If the core competency of your business is not product analytics, you explore best-of-breed solutions that enable personalized onboarding and in-app experience. Analytics leaders Moesif and Pendo are working together to provide a complete solution for product teams to build personalized developer experiences without needing to build costly, one-off solutions that do not scale.

What is Moesif? Moesif is the most advanced API analytics platform used by Thousands of platformsto understand what your most loyal customers are doing with your APIs, how they’re accessing them, and from where.

Why we partnered with Pendo?

We’re excited to partner with Pendo to bring this developer centric experience to life. Pendo provides customers with a product experience platform that increases product adoption, centralize user feedback, and enables product teams to measure and improve their product experience. From the very first discussion, Pendo and Moesif realized our visions are aligned with in that company need to treat their APIs as a product by itself in order to unlock additional growth and is a market leader in the product experience space.

The integration will combine the best of both tools and enable data-driven product teams with more ways to analyze and communicate with their developers based on usage data rather than gut feeling. “The integration between Moesif and Pendo gives API-driven businesses the best of both platforms”, said Chad Burnette, Pendo’s Head of Platform. “This is a problem I have spent countless engineering resources working to solve in the past. Now the market has an easy and scalable way to instrument APIs and then use that data to message developers directly to ease onboarding and drive greater adoption. This is perfect as you build your developer community.”

The components

There are four core components that enable you to offer a personalized developer experience:

1. Collection of API Usage Data

You should have a system that can collect API usage data and attribute this to individual developer accounts. This attribution can be done through API keys, user ids, or other identifiable information. This can be done automatically via an API analytics SDK like Moesif. Key metrics you want to collect from your APIs include:

  • REST route or feature used
  • Version of API or endpoint used
  • How long the call took
  • The User-Agent or SDK used
  • Where it came from geographically

2. Collection of UI Interactions

In addition to collecting API data, you will also need usage data from your UI such as your web application. This can be done directly from your browser javascript code or can be done automatically via a web analytics SDK like Pendo. You should collect at least the following:

  • When a user signs up
  • The pages or steps in your onboarding flow.
  • The browser or device used
  • When a user exits onboarding

3. Analytics system to combine and segment this data

If you’re building an in-house system, you’ll need a way to combine your web history with your API history for each developer. This way you can perform more advanced segmentation and cohort analysis on your third party community. Specific features you’ll need in this analytics service:

  • Ability to split developers into cohorts and perform retention analysis
  • A way to filter or group by past actions on an API or website
  • Sync user attributes from a CRM or user database which include information like revenue or LTV
  • Import attribution information such as UTM parameters for referrals and digital marketing.

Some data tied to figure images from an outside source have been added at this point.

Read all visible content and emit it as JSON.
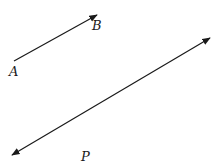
{
  "diagram": {
    "type": "vectors",
    "stroke_color": "#1a1a1a",
    "background": "#ffffff",
    "segment_ab": {
      "from": {
        "label": "A",
        "x": 14,
        "y": 61
      },
      "to": {
        "label": "B",
        "x": 97,
        "y": 15
      },
      "arrowheads": [
        "end"
      ]
    },
    "line_p": {
      "label": "P",
      "from": {
        "x": 12,
        "y": 155
      },
      "to": {
        "x": 210,
        "y": 38
      },
      "arrowheads": [
        "start",
        "end"
      ]
    },
    "labels": {
      "a": "A",
      "b": "B",
      "p": "P"
    }
  }
}
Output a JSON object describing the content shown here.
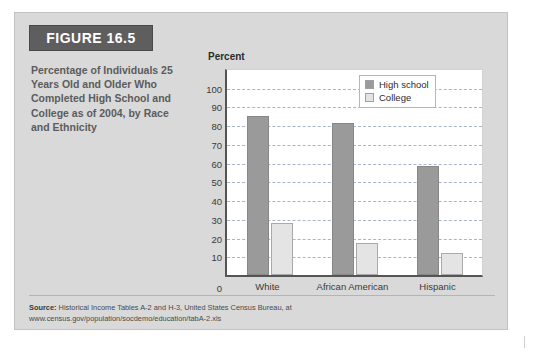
{
  "figure": {
    "banner_label": "FIGURE 16.5",
    "caption": "Percentage of Individuals 25 Years Old and Older Who Completed High School and College as of 2004, by Race and Ethnicity"
  },
  "source": {
    "label": "Source:",
    "text": " Historical Income Tables A-2 and H-3, United States Census Bureau, at",
    "url": "www.census.gov/population/socdemo/education/tabA-2.xls"
  },
  "legend": {
    "items": [
      {
        "label": "High school",
        "color": "#9a9a9a"
      },
      {
        "label": "College",
        "color": "#e4e4e4"
      }
    ]
  },
  "chart_data": {
    "type": "bar",
    "title": "",
    "xlabel": "",
    "ylabel": "Percent",
    "ylim": [
      0,
      110
    ],
    "yticks": [
      0,
      10,
      20,
      30,
      40,
      50,
      60,
      70,
      80,
      90,
      100
    ],
    "grid": true,
    "legend_position": "top-right",
    "categories": [
      "White",
      "African American",
      "Hispanic"
    ],
    "series": [
      {
        "name": "High school",
        "color": "#9a9a9a",
        "values": [
          85,
          81,
          58
        ]
      },
      {
        "name": "College",
        "color": "#e4e4e4",
        "values": [
          28,
          17,
          12
        ]
      }
    ]
  }
}
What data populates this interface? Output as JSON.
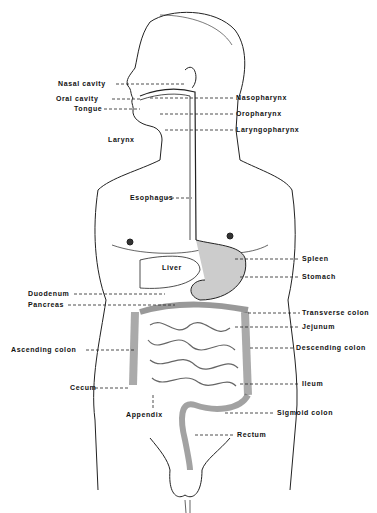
{
  "diagram": {
    "labels_left": [
      {
        "text": "Nasal cavity",
        "x": 58,
        "y": 81
      },
      {
        "text": "Oral cavity",
        "x": 56,
        "y": 96
      },
      {
        "text": "Tongue",
        "x": 74,
        "y": 106
      },
      {
        "text": "Larynx",
        "x": 108,
        "y": 137
      },
      {
        "text": "Esophagus",
        "x": 130,
        "y": 195
      },
      {
        "text": "Liver",
        "x": 162,
        "y": 265
      },
      {
        "text": "Duodenum",
        "x": 28,
        "y": 291
      },
      {
        "text": "Pancreas",
        "x": 28,
        "y": 302
      },
      {
        "text": "Ascending colon",
        "x": 11,
        "y": 347
      },
      {
        "text": "Cecum",
        "x": 70,
        "y": 385
      },
      {
        "text": "Appendix",
        "x": 126,
        "y": 412
      }
    ],
    "labels_right": [
      {
        "text": "Nasopharynx",
        "x": 236,
        "y": 95
      },
      {
        "text": "Oropharynx",
        "x": 236,
        "y": 111
      },
      {
        "text": "Laryngopharynx",
        "x": 236,
        "y": 127
      },
      {
        "text": "Spleen",
        "x": 302,
        "y": 256
      },
      {
        "text": "Stomach",
        "x": 302,
        "y": 274
      },
      {
        "text": "Transverse colon",
        "x": 302,
        "y": 310
      },
      {
        "text": "Jejunum",
        "x": 302,
        "y": 324
      },
      {
        "text": "Descending colon",
        "x": 296,
        "y": 345
      },
      {
        "text": "Ileum",
        "x": 302,
        "y": 381
      },
      {
        "text": "Sigmoid colon",
        "x": 277,
        "y": 410
      },
      {
        "text": "Rectum",
        "x": 237,
        "y": 432
      }
    ]
  }
}
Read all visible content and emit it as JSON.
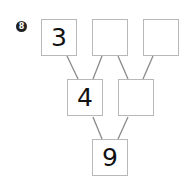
{
  "problem": {
    "number": "8",
    "badge_color": "#222222"
  },
  "tree": {
    "top": [
      {
        "value": "3"
      },
      {
        "value": ""
      },
      {
        "value": ""
      }
    ],
    "middle": [
      {
        "value": "4"
      },
      {
        "value": ""
      }
    ],
    "bottom": {
      "value": "9"
    }
  },
  "colors": {
    "line": "#8a8a8a",
    "box_border": "#b8b8b8"
  }
}
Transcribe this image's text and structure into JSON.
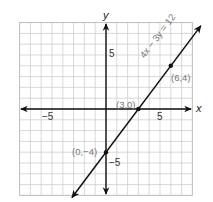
{
  "chart_data": {
    "type": "line",
    "title": "",
    "xlabel": "x",
    "ylabel": "y",
    "xlim": [
      -8,
      8
    ],
    "ylim": [
      -8,
      8
    ],
    "grid": true,
    "x_tick_labels": [
      "-5",
      "5"
    ],
    "y_tick_labels": [
      "5",
      "-5"
    ],
    "series": [
      {
        "name": "4x - 3y = 12",
        "equation": "4x − 3y = 12",
        "points": [
          {
            "x": 0,
            "y": -4,
            "label": "(0,−4)"
          },
          {
            "x": 3,
            "y": 0,
            "label": "(3,0)"
          },
          {
            "x": 6,
            "y": 4,
            "label": "(6,4)"
          }
        ]
      }
    ]
  },
  "labels": {
    "x_axis": "x",
    "y_axis": "y",
    "x_neg5": "−5",
    "x_pos5": "5",
    "y_pos5": "5",
    "y_neg5": "−5",
    "equation": "4x − 3y = 12",
    "p1": "(0,−4)",
    "p2": "(3,0)",
    "p3": "(6,4)"
  }
}
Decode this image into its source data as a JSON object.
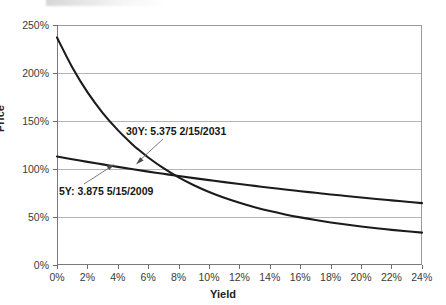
{
  "chart_data": {
    "type": "line",
    "title": "",
    "xlabel": "Yield",
    "ylabel": "Price",
    "xlim": [
      0,
      24
    ],
    "ylim": [
      0,
      250
    ],
    "grid": true,
    "legend": "none (inline annotations)",
    "x_tick_labels": [
      "0%",
      "2%",
      "4%",
      "6%",
      "8%",
      "10%",
      "12%",
      "14%",
      "16%",
      "18%",
      "20%",
      "22%",
      "24%"
    ],
    "x_tick_values": [
      0,
      2,
      4,
      6,
      8,
      10,
      12,
      14,
      16,
      18,
      20,
      22,
      24
    ],
    "y_tick_labels": [
      "0%",
      "50%",
      "100%",
      "150%",
      "200%",
      "250%"
    ],
    "y_tick_values": [
      0,
      50,
      100,
      150,
      200,
      250
    ],
    "series": [
      {
        "name": "30Y: 5.375 2/15/2031",
        "x": [
          0,
          1,
          2,
          3,
          4,
          5,
          5.375,
          6,
          7,
          8,
          9,
          10,
          11,
          12,
          13,
          14,
          15,
          16,
          17,
          18,
          19,
          20,
          21,
          22,
          23,
          24
        ],
        "values": [
          237.0,
          206.0,
          180.0,
          158.5,
          140.5,
          125.0,
          120.0,
          112.0,
          100.8,
          91.2,
          83.0,
          76.0,
          70.0,
          64.8,
          60.2,
          56.2,
          52.7,
          49.6,
          46.8,
          44.3,
          42.1,
          40.1,
          38.3,
          36.6,
          35.1,
          33.7
        ]
      },
      {
        "name": "5Y: 3.875 5/15/2009",
        "x": [
          0,
          1,
          2,
          3,
          4,
          5,
          6,
          7,
          8,
          9,
          10,
          11,
          12,
          13,
          14,
          15,
          16,
          17,
          18,
          19,
          20,
          21,
          22,
          23,
          24
        ],
        "values": [
          113.0,
          110.2,
          107.4,
          104.8,
          102.2,
          99.7,
          97.3,
          95.0,
          92.7,
          90.5,
          88.4,
          86.3,
          84.3,
          82.4,
          80.5,
          78.7,
          76.9,
          75.2,
          73.5,
          71.9,
          70.3,
          68.8,
          67.3,
          65.9,
          64.5
        ]
      }
    ],
    "annotations": [
      {
        "name": "30Y",
        "text": "30Y: 5.375 2/15/2031",
        "points_to": "30Y curve near 6% yield"
      },
      {
        "name": "5Y",
        "text": "5Y: 3.875 5/15/2009",
        "points_to": "5Y curve near 4% yield"
      }
    ],
    "colors": {
      "curve": "#1b1b1b",
      "gridline": "#b4b4b4",
      "axis": "#7a7a7a",
      "text": "#222222"
    }
  }
}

4. UI elements to enable in-app messaging and notifications

Once you have a system that can collect and analyze this data, you’ll need to create various UI elements such as banners, popup modals, and notifications that can be driven from this user data. Critical to this is driving it at the right time while also providing flexibility in A/B testing this messaging. By A/B testing, you can measure the effectiveness of each onboarding flow and improve.

Closing thoughts

Creating amazing developer experiences requires treating your platform as a product. This means you need to track, measure, analyze, test, and repeat. Once you are able to follow this process, you’ll have the tools to improve your API retention and drive higher API adoption. Once you are able to follow this process for your existing users, you’ll have the tools to improve your API retention with automation and drive higher product adoption.